There are so many reasons to keep campaign construction simple, but the easiest of those reasons to understand is this…
All of your extra and unnecessary campaigns, ad sets, and ads, are sucking away your budget and either making it difficult to evaluate results or hurting your performance.
Limit the Number of Campaigns
If you don’t need to create those extra campaigns, don’t. It makes sense to create multiple campaigns that have different goals. But, avoid creating multiple campaigns that have overlapping goals.
In a perfect world, you could have one campaign for sales, one for leads, and one for top of funnel.
Limit the Number of Ad Sets
If you don’t need to create those extra ad sets, don’t. There was a time when this made a lot more sense. We created multiple ad sets to segment by optimization, audience, or even placement.
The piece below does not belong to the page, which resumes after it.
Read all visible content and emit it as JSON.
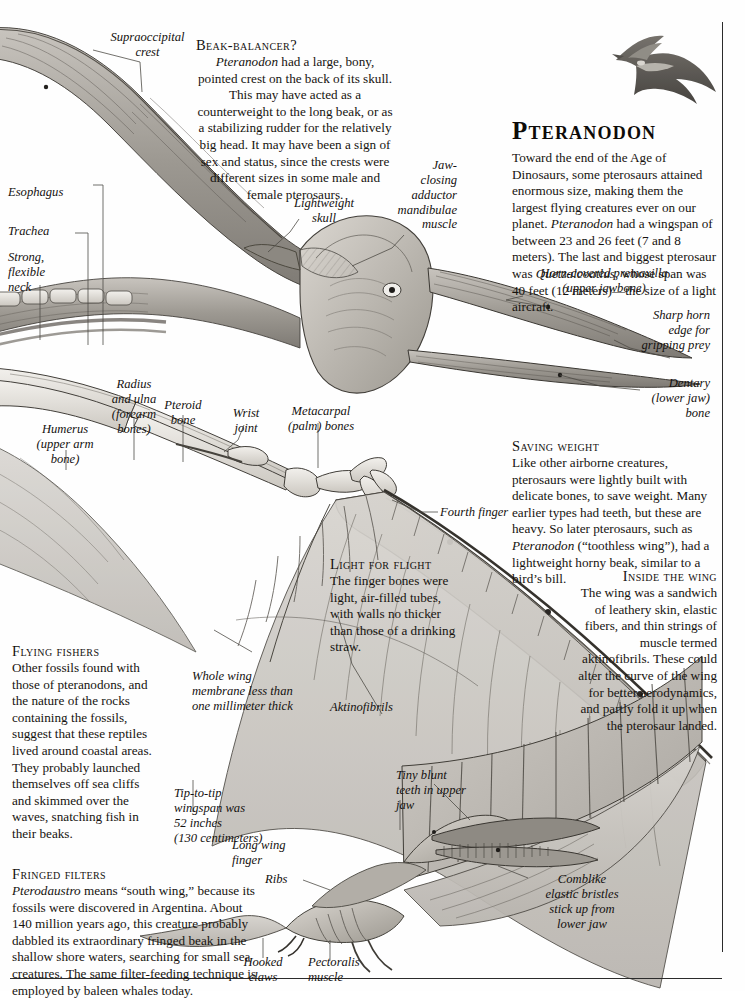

But doing this is far less necessary these days — though it hasn’t stopped advertisers from doing it.
Segmenting by audience is often overkill due to the expansion of targeting inputs — either because of Advantage+ Audience or one of the Advantage expansion products.
There are always exceptions, but make a conscious effort to limit unnecessary ad sets when possible.
Number of Ads
If you don’t need to create those extra ads, don’t. You should submit multiple copy and creative options, though there are some good, strategic ways to do it.
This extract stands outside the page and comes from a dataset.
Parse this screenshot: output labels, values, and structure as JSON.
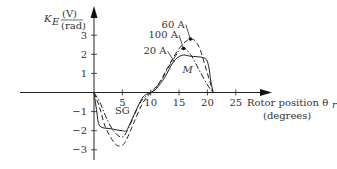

One is to create multiple ads within an ad set. But Meta says that there’s no benefit after you’ve created six. This only applies to manual campaigns and not Advantage+ Shopping, of course (Meta encourages more creative there).
You could otherwise use Dynamic Creative or the Text Variations feature.
Stretching Your Budget
Every time you create that extra campaign, ad set, or ad, it waters down your results. It makes them less meaningful. Small sample sizes mean that your evaluation can be altered drastically by a small handful of actions.
This added complexity impacts how much budget you can dedicate to each of your assets. Assuming you don’t have an unlimited budget, it’s the difference between spending $200 per day on one ad set of $20 per day on 10.
If your ad sets aren’t exiting the learning phase, you’re evaluating ads based on small sample sizes, or you’re not getting great results overall, start consolidating.
Your results are more likely to be meaningful and you may even improve performance.